Published 23 days ago by Anne Green
3.0 out of 5 stars The Lost Child
Not sure if I like this book or not, it flits about all over the place.
However, it does bring to the fore the problems you can have with your children and makes you think... Read more
Published 12 months ago by Ab
1.0 out of 5 stars awful
This book is a terrible invasion on the privacy of the author's son who, shock horror, smoked cannabis. Read more
Published 14 months ago by Aftiti
1.0 out of 5 stars a record of bad parenting
the author seeks to profit and further her career by telling her side of the story. she threw her son out of her home when he was just 17 because he smoked cannabis. Read more
Published 14 months ago by soundofsleep
5.0 out of 5 stars Dont condem if you have no experience of this drug....
I read this novel because at the time we are going through a similar crisis with our boy, also coincidentally, named Jake.
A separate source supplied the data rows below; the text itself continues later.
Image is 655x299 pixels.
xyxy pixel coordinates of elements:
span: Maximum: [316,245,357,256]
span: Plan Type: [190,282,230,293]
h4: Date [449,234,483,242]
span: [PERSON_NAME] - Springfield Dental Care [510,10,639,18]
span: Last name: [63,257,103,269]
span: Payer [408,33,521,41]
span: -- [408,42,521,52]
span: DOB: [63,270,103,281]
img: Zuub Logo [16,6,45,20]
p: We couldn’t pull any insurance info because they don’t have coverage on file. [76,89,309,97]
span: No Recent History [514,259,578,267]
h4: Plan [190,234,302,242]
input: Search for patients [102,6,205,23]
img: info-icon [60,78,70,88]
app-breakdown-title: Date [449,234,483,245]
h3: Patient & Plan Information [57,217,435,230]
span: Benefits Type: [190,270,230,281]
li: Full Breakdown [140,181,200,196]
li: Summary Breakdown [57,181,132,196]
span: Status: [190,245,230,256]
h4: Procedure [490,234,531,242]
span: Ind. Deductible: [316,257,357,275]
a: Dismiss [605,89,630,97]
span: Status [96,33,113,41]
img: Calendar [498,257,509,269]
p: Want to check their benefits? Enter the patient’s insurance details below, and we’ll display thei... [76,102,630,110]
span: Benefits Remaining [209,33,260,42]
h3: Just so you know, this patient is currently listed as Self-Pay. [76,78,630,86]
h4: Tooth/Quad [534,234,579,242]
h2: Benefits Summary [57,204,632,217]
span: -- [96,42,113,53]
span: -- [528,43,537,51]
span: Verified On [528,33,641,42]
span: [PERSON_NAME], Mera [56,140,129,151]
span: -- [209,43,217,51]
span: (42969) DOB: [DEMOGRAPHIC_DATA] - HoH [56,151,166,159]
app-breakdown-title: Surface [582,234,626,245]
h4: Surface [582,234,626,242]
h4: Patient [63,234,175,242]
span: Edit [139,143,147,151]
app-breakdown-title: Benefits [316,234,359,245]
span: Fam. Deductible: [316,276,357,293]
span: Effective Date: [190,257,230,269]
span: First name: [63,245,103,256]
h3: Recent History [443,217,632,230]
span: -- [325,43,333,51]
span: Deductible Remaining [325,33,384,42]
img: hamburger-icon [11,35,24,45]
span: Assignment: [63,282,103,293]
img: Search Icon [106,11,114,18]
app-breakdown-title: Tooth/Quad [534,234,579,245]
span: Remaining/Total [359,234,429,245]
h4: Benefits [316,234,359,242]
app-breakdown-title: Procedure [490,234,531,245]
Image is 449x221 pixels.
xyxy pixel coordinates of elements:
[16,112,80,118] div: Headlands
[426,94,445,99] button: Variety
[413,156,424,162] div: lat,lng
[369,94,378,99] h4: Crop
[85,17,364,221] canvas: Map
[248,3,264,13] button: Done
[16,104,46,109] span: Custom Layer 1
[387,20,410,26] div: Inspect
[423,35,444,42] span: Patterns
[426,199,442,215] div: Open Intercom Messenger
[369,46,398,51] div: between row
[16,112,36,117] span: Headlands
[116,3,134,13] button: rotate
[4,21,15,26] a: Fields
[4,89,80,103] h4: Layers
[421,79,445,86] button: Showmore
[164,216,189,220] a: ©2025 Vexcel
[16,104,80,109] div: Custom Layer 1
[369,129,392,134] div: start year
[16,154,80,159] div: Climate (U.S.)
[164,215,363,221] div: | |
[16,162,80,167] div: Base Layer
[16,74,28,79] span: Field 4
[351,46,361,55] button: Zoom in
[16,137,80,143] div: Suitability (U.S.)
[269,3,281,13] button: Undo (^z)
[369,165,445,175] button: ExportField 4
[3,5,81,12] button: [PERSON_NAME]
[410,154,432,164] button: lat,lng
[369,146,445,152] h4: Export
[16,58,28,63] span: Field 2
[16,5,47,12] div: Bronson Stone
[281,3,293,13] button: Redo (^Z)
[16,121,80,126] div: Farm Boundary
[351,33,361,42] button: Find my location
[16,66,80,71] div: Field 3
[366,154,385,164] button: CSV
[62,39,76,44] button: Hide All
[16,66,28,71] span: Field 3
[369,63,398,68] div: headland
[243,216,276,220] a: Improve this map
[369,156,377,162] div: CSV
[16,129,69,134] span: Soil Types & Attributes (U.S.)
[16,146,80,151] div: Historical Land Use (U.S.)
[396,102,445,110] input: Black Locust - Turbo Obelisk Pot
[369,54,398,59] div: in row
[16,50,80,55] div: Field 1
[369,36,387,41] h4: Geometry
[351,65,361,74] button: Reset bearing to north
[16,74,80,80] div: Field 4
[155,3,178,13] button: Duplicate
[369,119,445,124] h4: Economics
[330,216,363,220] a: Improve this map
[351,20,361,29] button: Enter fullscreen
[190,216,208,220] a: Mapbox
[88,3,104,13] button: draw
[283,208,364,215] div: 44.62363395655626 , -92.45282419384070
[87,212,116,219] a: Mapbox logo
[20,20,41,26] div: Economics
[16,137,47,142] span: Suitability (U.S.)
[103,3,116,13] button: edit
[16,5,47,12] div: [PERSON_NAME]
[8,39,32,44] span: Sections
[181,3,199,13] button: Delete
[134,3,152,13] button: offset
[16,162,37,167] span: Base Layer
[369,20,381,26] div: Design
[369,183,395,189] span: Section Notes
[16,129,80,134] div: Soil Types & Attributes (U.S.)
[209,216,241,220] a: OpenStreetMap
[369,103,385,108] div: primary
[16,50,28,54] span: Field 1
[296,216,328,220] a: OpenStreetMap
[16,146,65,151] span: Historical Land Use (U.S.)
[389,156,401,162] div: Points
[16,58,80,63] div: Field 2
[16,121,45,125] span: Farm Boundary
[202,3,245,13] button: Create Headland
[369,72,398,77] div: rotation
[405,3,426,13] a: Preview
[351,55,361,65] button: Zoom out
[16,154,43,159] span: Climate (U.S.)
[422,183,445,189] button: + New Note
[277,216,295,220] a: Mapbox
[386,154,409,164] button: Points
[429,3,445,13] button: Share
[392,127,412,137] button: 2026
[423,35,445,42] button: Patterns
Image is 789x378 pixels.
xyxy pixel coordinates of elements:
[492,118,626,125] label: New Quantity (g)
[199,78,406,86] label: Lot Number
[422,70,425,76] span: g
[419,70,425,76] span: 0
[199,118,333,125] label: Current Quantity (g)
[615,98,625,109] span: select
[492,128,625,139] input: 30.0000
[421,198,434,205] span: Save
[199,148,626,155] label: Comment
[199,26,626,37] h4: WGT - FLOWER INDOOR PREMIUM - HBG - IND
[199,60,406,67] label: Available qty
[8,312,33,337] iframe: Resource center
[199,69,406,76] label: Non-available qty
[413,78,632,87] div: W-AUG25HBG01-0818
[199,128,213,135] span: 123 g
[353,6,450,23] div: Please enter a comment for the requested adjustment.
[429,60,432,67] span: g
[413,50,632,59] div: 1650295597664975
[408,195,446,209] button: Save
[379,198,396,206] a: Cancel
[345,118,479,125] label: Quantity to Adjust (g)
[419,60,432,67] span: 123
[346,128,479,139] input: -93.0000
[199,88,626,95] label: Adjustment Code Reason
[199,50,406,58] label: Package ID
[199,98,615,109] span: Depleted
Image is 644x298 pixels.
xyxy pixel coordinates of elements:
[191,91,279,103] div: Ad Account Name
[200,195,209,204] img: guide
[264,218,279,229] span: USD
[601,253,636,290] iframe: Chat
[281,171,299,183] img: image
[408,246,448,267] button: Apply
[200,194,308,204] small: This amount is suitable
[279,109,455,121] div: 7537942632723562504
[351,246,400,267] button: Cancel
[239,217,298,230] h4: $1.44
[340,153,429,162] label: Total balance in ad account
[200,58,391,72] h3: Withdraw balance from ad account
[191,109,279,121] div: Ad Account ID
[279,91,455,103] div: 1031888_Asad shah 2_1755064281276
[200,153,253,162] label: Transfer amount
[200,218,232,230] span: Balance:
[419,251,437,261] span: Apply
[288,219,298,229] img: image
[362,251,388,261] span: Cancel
Read more
Published on 1 Mar 2011 by whitewitch
2.0 out of 5 stars Selective Perspective
I read the book knowing very little about Julie and her son's problems, just that there had been a bit of a media splash last year. Read more
Published on 4 July 2010 by Ginny W
5.0 out of 5 stars The Lost Child by Julie Myerson
In the first opening pages i could have cried! I could have written the words.....this was real, this is true, it is what really happens in the home behind the closed doors when... Read more
Published on 20 May 2010 by bex
5.0 out of 5 stars Fascinating and emotional.
At the time Julie Myerson was writing and researching this book on Mary Yelloly, a talented young girl that lived a couple of centuries ago, her own life was in turmoil. Read more
Published on 2 April 2010 by C. Colley
5.0 out of 5 stars Caused quite a stir...
Julie Myerson's new book has created quite a stir, both in England when it was published in Spring, 2009 and here in the US in August, 2009. Read more
Published on 13 Mar 2010 by Jill Meyer
5.0 out of 5 stars inore the snitty literary reviews.